Roman Numeral Converter

Convert numbers to Roman numerals and Roman numerals back to numbers instantly. Supports 1–3999 with subtractive notation, year conversion, extended vinculum notation, and reference table.

Roman Numeral
Note
Extended More scenarios, charts & detailed breakdown
Roman Numeral
Professional Full parameters & maximum detail

Conversion

Roman Numeral (standard)
Extended (vinculum notation)

Year Converter

Year in Roman Numerals

Notation Variants

Additive Form (non-standard)
Unicode Roman Numerals Note

How to Use This Calculator

  1. Enter a number from 1 to 3999 and see the Roman numeral instantly.
  2. Use Roman to Number tab to convert a Roman numeral string (e.g. MCMXCIX) back to a decimal.
  3. Use Reference Table to see all 13 base symbols and subtractive notation rules.
  4. Use the Professional tab for year conversion, extended vinculum notation (4000+), and Unicode characters.

Formula

Subtractive notation: When a smaller symbol precedes a larger one, subtract it: IV = 5−1 = 4, CM = 1000−100 = 900.

Algorithm: Find the largest symbol ≤ remaining value, append it, subtract, repeat.

Example

Convert 2024: 2024 − 1000 = M, 1024 − 1000 = M, 24 − 20 = XX, 4 = IV → MMXXIV.

Convert MCMXCIX: M(1000) + CM(900) + XC(90) + IX(9) = 1999.

Frequently Asked Questions

  • Roman numerals use 7 symbols: I=1, V=5, X=10, L=50, C=100, D=500, M=1000. Symbols are usually written largest to smallest, left to right. Subtractive notation applies when a smaller symbol precedes a larger one: IV=4, IX=9, XL=40, XC=90, CD=400, CM=900.
  • In standard notation, MMMCMXCIX = 3,999. The number 4,000 cannot be represented with standard symbols. Extended notation uses a vinculum (overbar) to multiply a symbol by 1,000, allowing much larger numbers.
  • Write each part of the year using Roman numeral rules. 2024 = MMXXIV (MM=2000, XX=20, IV=4). 1999 = MCMXCIX (M=1000, CM=900, XC=90, IX=9).
  • Subtractive notation allows placing a smaller numeral before a larger one to indicate subtraction. Only specific pairs are valid: IV (4), IX (9), XL (40), XC (90), CD (400), CM (900). Writing IIII for 4 is additive (non-standard today).
  • Yes — Unicode block U+2160 to U+2188 contains Roman numeral characters like Ⅰ Ⅱ Ⅲ Ⅳ Ⅴ Ⅵ Ⅶ Ⅷ Ⅸ Ⅹ Ⅺ Ⅻ Ⅼ Ⅽ Ⅾ Ⅿ. These are separate code points from regular ASCII letters.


WHAT NEEDS TO BE DONE - Whenever the string "gross" turns up in a line below, that line should be copied.

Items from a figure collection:
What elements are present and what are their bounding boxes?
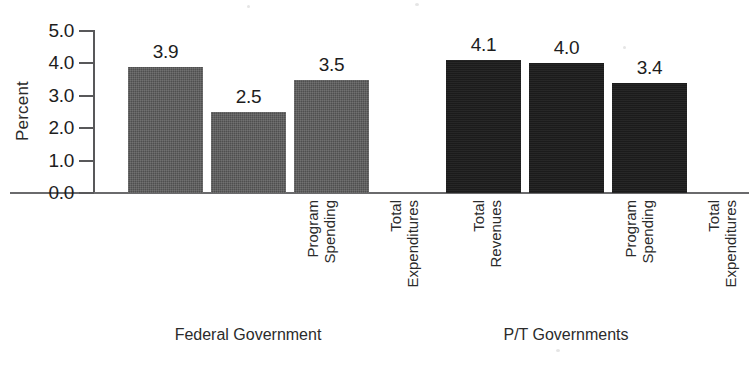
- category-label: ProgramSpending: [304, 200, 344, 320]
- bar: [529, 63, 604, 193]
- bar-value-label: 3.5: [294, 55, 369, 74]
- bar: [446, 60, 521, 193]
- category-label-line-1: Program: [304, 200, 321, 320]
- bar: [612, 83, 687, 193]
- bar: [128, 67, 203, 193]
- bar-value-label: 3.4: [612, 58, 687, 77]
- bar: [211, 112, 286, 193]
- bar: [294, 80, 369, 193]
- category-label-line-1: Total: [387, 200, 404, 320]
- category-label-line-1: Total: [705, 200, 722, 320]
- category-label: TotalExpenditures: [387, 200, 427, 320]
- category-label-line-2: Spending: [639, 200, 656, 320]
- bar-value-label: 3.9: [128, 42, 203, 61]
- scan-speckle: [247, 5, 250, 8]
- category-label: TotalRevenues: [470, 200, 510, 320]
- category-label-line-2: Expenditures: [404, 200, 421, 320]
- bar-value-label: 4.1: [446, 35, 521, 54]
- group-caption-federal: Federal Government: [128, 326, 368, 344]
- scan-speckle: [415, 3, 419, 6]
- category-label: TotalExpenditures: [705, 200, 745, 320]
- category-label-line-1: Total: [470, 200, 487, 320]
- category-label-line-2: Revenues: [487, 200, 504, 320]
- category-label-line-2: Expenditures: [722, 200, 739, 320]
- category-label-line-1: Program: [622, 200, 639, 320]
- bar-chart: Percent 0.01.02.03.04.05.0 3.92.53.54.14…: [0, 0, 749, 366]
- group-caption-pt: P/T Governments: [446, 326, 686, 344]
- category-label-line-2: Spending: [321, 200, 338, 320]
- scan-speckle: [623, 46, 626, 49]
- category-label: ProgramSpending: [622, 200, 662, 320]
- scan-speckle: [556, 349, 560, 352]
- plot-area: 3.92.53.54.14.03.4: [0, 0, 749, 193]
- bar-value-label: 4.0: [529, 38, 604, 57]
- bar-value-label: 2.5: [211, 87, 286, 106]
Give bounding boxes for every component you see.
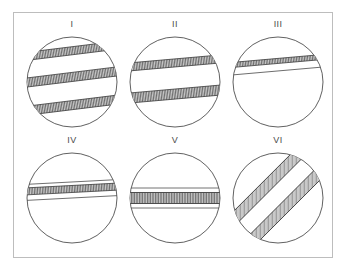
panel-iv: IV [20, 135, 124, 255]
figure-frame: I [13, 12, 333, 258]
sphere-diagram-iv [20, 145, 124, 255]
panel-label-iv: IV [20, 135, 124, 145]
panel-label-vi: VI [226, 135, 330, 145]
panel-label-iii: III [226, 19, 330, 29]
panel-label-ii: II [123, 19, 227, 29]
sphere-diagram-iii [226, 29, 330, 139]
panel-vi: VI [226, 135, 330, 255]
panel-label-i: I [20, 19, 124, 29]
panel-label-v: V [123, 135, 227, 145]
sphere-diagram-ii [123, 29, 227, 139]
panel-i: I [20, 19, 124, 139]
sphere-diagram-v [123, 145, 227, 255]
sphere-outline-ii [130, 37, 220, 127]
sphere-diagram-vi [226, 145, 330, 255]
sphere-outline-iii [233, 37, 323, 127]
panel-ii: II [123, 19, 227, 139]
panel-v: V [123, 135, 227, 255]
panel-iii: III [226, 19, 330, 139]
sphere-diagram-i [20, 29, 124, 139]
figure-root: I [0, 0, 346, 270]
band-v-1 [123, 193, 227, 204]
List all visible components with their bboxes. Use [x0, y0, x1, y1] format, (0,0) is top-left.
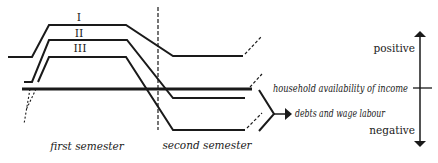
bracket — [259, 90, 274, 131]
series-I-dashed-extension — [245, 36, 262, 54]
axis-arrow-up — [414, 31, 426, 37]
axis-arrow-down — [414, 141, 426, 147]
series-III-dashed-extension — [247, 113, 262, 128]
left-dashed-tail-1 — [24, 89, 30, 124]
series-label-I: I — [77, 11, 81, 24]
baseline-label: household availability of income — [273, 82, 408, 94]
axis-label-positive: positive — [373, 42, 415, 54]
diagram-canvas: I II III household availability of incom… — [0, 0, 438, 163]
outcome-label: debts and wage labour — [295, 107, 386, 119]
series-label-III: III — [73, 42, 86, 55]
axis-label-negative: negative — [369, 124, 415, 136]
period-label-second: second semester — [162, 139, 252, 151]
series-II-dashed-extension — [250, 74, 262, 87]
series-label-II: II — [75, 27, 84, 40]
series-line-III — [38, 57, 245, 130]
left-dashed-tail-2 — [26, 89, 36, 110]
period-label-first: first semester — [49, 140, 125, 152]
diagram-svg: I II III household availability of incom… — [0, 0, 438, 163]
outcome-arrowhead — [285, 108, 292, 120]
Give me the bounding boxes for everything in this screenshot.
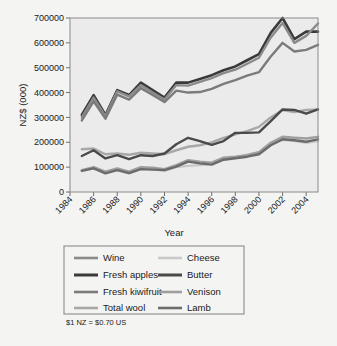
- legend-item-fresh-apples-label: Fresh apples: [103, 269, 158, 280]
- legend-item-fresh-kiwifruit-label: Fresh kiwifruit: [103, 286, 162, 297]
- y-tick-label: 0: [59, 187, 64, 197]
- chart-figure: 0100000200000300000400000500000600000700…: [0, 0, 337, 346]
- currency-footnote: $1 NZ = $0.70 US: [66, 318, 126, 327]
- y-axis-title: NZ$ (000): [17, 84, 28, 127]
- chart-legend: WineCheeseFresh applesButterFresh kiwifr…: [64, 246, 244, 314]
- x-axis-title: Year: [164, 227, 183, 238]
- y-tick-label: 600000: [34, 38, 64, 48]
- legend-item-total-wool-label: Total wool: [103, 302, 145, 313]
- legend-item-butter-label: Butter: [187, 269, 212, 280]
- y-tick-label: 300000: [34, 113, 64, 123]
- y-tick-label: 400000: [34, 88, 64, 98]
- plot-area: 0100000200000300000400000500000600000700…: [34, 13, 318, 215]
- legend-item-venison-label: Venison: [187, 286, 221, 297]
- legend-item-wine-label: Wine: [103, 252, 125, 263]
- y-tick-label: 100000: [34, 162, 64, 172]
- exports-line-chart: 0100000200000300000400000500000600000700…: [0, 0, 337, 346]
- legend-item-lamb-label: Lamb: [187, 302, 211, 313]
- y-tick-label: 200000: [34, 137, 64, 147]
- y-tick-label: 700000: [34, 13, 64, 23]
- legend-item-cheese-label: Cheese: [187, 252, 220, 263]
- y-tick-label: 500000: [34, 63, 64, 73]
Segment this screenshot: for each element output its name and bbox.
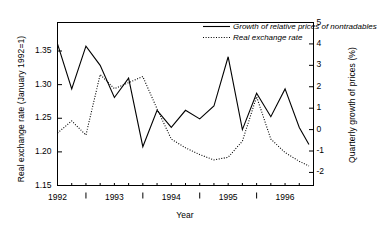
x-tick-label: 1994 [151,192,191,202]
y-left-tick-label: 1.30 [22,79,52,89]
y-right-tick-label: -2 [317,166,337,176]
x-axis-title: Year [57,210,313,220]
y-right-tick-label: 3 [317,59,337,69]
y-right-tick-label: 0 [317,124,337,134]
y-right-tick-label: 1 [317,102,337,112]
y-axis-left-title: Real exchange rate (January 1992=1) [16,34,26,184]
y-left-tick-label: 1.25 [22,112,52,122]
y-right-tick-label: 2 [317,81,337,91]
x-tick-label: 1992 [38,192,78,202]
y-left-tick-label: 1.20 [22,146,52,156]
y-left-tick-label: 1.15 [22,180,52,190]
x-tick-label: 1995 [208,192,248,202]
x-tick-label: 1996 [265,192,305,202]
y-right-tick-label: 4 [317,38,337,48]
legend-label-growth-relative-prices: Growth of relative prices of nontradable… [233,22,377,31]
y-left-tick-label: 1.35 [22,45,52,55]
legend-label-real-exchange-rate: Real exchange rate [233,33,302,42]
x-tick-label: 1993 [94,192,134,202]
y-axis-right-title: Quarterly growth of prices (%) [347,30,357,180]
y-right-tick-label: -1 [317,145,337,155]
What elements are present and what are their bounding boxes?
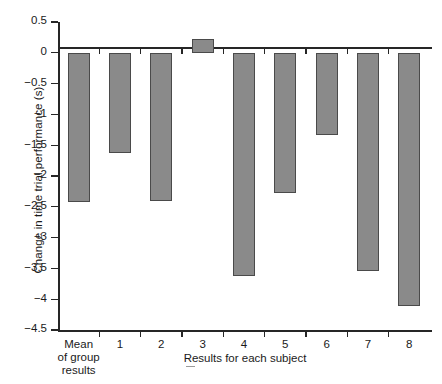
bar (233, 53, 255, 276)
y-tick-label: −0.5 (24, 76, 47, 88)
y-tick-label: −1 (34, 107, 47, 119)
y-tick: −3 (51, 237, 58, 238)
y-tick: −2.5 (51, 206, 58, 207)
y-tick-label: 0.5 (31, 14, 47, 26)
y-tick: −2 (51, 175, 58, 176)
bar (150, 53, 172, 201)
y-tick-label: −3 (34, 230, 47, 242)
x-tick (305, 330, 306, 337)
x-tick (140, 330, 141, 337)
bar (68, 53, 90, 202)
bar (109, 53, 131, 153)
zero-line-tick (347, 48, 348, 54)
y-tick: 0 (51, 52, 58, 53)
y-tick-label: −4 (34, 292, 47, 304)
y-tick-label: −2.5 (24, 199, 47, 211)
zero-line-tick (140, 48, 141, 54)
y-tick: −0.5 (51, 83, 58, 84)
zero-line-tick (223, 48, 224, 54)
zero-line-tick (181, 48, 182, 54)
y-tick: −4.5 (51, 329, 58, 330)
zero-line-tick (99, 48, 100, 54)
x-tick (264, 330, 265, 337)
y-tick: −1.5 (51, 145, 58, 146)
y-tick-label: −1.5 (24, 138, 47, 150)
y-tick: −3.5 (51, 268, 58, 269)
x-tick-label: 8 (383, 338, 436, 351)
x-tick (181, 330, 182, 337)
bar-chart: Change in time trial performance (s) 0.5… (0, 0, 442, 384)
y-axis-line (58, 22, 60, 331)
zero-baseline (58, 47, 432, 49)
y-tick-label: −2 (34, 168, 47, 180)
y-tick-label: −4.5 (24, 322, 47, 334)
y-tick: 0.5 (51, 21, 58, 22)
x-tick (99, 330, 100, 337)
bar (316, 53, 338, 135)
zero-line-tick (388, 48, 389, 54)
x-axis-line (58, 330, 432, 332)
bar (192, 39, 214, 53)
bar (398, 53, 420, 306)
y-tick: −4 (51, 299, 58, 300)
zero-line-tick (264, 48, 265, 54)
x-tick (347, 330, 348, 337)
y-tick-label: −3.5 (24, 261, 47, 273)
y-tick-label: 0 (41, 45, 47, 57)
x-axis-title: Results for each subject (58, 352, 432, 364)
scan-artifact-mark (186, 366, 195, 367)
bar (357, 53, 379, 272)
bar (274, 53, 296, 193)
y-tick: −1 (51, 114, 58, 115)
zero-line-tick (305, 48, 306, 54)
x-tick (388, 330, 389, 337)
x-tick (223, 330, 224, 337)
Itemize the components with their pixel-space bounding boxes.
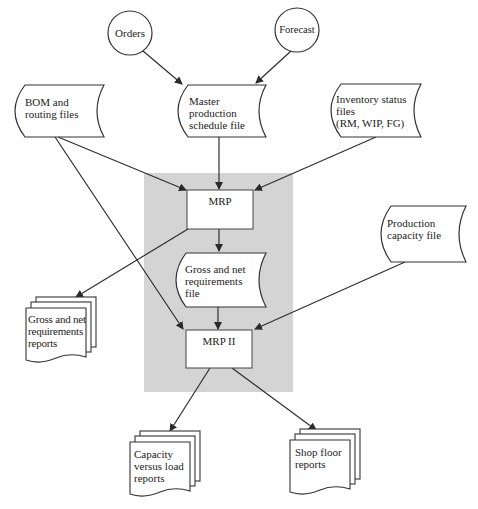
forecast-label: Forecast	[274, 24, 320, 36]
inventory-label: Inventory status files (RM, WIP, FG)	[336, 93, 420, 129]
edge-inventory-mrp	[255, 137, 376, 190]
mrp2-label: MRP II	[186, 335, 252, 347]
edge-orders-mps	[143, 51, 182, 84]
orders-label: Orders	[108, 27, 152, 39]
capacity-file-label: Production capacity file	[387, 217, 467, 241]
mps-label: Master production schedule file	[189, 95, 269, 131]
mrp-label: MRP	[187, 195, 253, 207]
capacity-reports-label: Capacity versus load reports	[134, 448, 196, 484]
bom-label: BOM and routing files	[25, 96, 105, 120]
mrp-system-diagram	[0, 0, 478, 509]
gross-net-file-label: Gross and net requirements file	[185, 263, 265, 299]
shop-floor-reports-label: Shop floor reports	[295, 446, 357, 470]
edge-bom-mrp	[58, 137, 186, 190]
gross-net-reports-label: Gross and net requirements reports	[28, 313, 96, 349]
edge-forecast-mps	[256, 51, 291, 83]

SOLUTION FOR THIS TASK -
gross-net-file-label: Gross and net requirements file	[185, 263, 265, 299]
gross-net-reports-label: Gross and net requirements reports	[28, 313, 96, 349]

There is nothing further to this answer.